Sunday, 11 September 2011

Is there something about meeting someone too early?

Jani is working, which means that we got up at a decent time even though it's Sunday. I have two hours to be alone and do things that I generally like to do when I'm alone. Listening to Jamie Cullum or Stereophonics, for example, and read.

Something has been on my mind in the last couple of days. Is there really something about meeting someone too early? Patvaros - my first ever 'boyfriend' and the partner in my first kiss - had his birthday this Friday and he invited lots of people from our high school to join him at the opening party of his faculty. I called him on Wednesday to tell him I was going and before we hung up, I had said that I would call him or his girlfriend (who was also in our year) if I did not manage to find them in the crowd. Emese?, he asked. Emese, I replied. We broke up like a month ago, he said. Then a couple of sentences on the lines of "I don't believe it" and "you must be joking" followed.

They have been together for 4.5 years, meaning that they got together at the age of 21. Sure, there are couples that get together at the age of 20 and get married and start a family etc. I haven't read any statistics about whether they stay together and split up after a couple of years or more. My grandma met my grandfather at the age of 15, or so I assume because she gave birth to my father at the age of 16, but that's a totally different generation. With Peti and Emese splitting up, the one but last such couple in my surroundings broke up. The last one is Nadia and Urtah, an Indonesian couple, who have been together since the first year of AC (the age of 17) and got married this year, but they are from a very different culture. It seems that in my immediate surroundings and my culture, my generation fails in relationships, which started in the beginning of their twenties.

Is that because we hadn't seen enough before we got into these relationships? Is it because we are overly curious about what it might be like with someone else and fail to recognize the value of our current relationship? Do our parents fail to teach us that you can have a crush on someone else while being with your loved one and this is something that is quite unavoidable and that staying with someone is a decision and not a question of a crush? (Thanks, Joram's mom, for replacing mine for that night.) Or do we make the wrong choices in terms of chosing our partner at that age and even if we met years later, it wouldn't work out? Interestingly, one of my colleagues, Nóra married the guy whom she went out with at the age of 20 for two years, then they broke up for 3 years and now they are married. And later, do we only hold on to someone because we are scared of being alone? Or because we do not want to lose all the effort that we have put into the relationship, and we rather make the compromises we have to?

Are all relationships that start at the beginning of our twenties doomed? (Hm, or are all relationships doomed?)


Task brief: Locate and copy each line in the data that contains the word "their".

(Records from a data collection)
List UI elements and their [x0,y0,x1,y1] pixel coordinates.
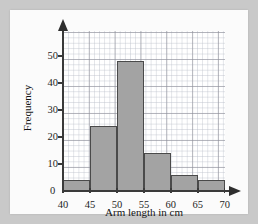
histogram-bar [144,153,171,191]
x-axis-tick [197,188,198,193]
chart-paper-panel: 0 Arm length in cm Frequency 10203040504… [10,10,248,214]
histogram-bar [117,61,144,191]
histogram-bar [90,126,117,191]
y-axis-tick-label: 50 [34,51,58,61]
histogram-bar [63,180,90,191]
y-axis-arrow-icon [58,19,68,31]
x-axis-tick-label: 40 [58,199,69,210]
x-axis-tick [170,188,171,193]
y-axis-tick [58,136,63,137]
y-axis-tick [58,55,63,56]
x-axis-tick [89,188,90,193]
histogram-bar [171,175,198,191]
y-axis-line [62,30,64,192]
x-axis-tick-label: 45 [85,199,96,210]
y-axis-tick [58,82,63,83]
y-axis-tick-label: 30 [34,105,58,115]
x-axis-tick [62,188,63,193]
y-axis-tick-label: 10 [34,159,58,169]
x-axis-tick [224,188,225,193]
y-axis-tick-label: 20 [34,132,58,142]
x-axis-tick-label: 65 [193,199,204,210]
y-axis-tick [58,163,63,164]
x-axis-tick-label: 70 [220,199,231,210]
y-axis-tick [58,109,63,110]
x-axis-line [62,190,230,192]
x-axis-tick-label: 55 [139,199,150,210]
chart-page: 0 Arm length in cm Frequency 10203040504… [0,0,258,224]
x-axis-tick-label: 50 [112,199,123,210]
x-axis-tick-label: 60 [166,199,177,210]
histogram-bar [198,180,225,191]
x-axis-tick [143,188,144,193]
x-axis-tick [116,188,117,193]
y-axis-tick-label: 40 [34,78,58,88]
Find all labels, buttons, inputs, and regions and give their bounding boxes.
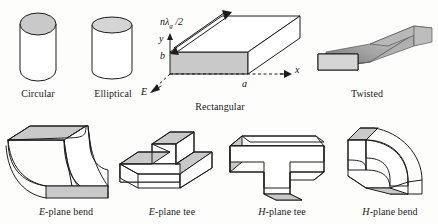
field-label-e: E: [141, 86, 147, 97]
e-plane-bend-shape: [6, 124, 116, 200]
caption-e-plane-bend: E-plane bend: [20, 206, 112, 217]
twisted-waveguide-shape: [318, 22, 436, 82]
circular-waveguide-shape: [14, 12, 62, 84]
caption-h-plane-tee: H-plane tee: [240, 206, 324, 217]
caption-h-plane-bend: H-plane bend: [344, 206, 436, 217]
dimension-label-b: b: [160, 50, 165, 61]
dimension-label-a: a: [242, 78, 247, 89]
h-plane-tee-shape: [228, 132, 332, 200]
caption-circular: Circular: [6, 88, 70, 99]
axis-label-x: x: [295, 64, 299, 75]
caption-twisted: Twisted: [334, 88, 400, 99]
caption-elliptical: Elliptical: [78, 88, 148, 99]
elliptical-waveguide-shape: [88, 15, 136, 85]
caption-rectangular: Rectangular: [175, 101, 265, 112]
length-label: nλg /2: [160, 16, 183, 30]
h-plane-bend-shape: [338, 124, 428, 202]
waveguide-components-figure: Circular Elliptical nλg /2 y b x a E: [0, 0, 438, 224]
axis-label-y: y: [159, 33, 163, 44]
e-plane-tee-shape: [116, 130, 218, 200]
caption-e-plane-tee: E-plane tee: [130, 206, 214, 217]
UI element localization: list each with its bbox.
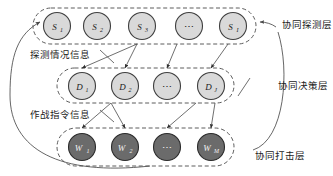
node-d-ellipsis: ⋯ (154, 73, 181, 100)
decision-label-tick (238, 78, 250, 96)
node-s3-base: S (137, 22, 142, 32)
node-s2-sub: 2 (100, 27, 103, 33)
node-w-ellipsis: ⋯ (154, 134, 181, 161)
node-si[interactable]: S I (220, 13, 247, 40)
layer-label-detection: 协同探测层 (282, 20, 332, 30)
arrows-decision-to-strike (82, 103, 215, 128)
node-s-ellipsis-base: ⋯ (184, 21, 195, 32)
node-w2-sub: 2 (130, 148, 133, 154)
node-dj-sub: J (214, 87, 217, 93)
arrows-detection-to-decision (82, 44, 228, 68)
flow-label-command-info: 作战指令信息 (30, 110, 90, 120)
node-d1-sub: 1 (86, 87, 89, 93)
node-d1[interactable]: D 1 (69, 73, 96, 100)
node-s3[interactable]: S 3 (129, 13, 156, 40)
node-d2-sub: 2 (129, 87, 132, 93)
layer-label-decision: 协同决策层 (278, 81, 328, 91)
flow-label-detection-info: 探测情况信息 (30, 50, 90, 60)
node-s2[interactable]: S 2 (84, 13, 111, 40)
node-w1-sub: 1 (87, 148, 90, 154)
node-w-ellipsis-base: ⋯ (162, 142, 173, 153)
layer-label-strike: 协同打击层 (255, 151, 305, 161)
node-s1[interactable]: S 1 (44, 13, 71, 40)
node-dj[interactable]: D J (198, 73, 225, 100)
command-info-tick (100, 110, 114, 122)
node-si-base: S (228, 22, 233, 32)
node-d2[interactable]: D 2 (112, 73, 139, 100)
node-w1[interactable]: W 1 (69, 134, 96, 161)
node-s1-base: S (52, 22, 57, 32)
detection-label-pointer (260, 22, 276, 27)
right-side-link-curve (253, 32, 284, 150)
node-s-ellipsis: ⋯ (176, 13, 203, 40)
node-s1-sub: 1 (60, 27, 63, 33)
diagram-canvas: S 1 S 2 S 3 ⋯ S I D 1 D (0, 0, 333, 176)
node-dj-base: D (204, 82, 212, 92)
node-w2[interactable]: W 2 (112, 134, 139, 161)
node-d1-base: D (75, 82, 83, 92)
node-s3-sub: 3 (144, 27, 148, 33)
detection-info-tick (100, 50, 114, 63)
node-d2-base: D (118, 82, 126, 92)
node-s2-base: S (92, 22, 97, 32)
node-wm-sub: M (213, 148, 220, 154)
node-d-ellipsis-base: ⋯ (162, 81, 173, 92)
node-wm[interactable]: W M (198, 134, 225, 161)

Response:
List UI elements and their [x0,y0,x1,y1] pixel coordinates.
Find all labels, buttons, inputs, and regions and give their bounding boxes.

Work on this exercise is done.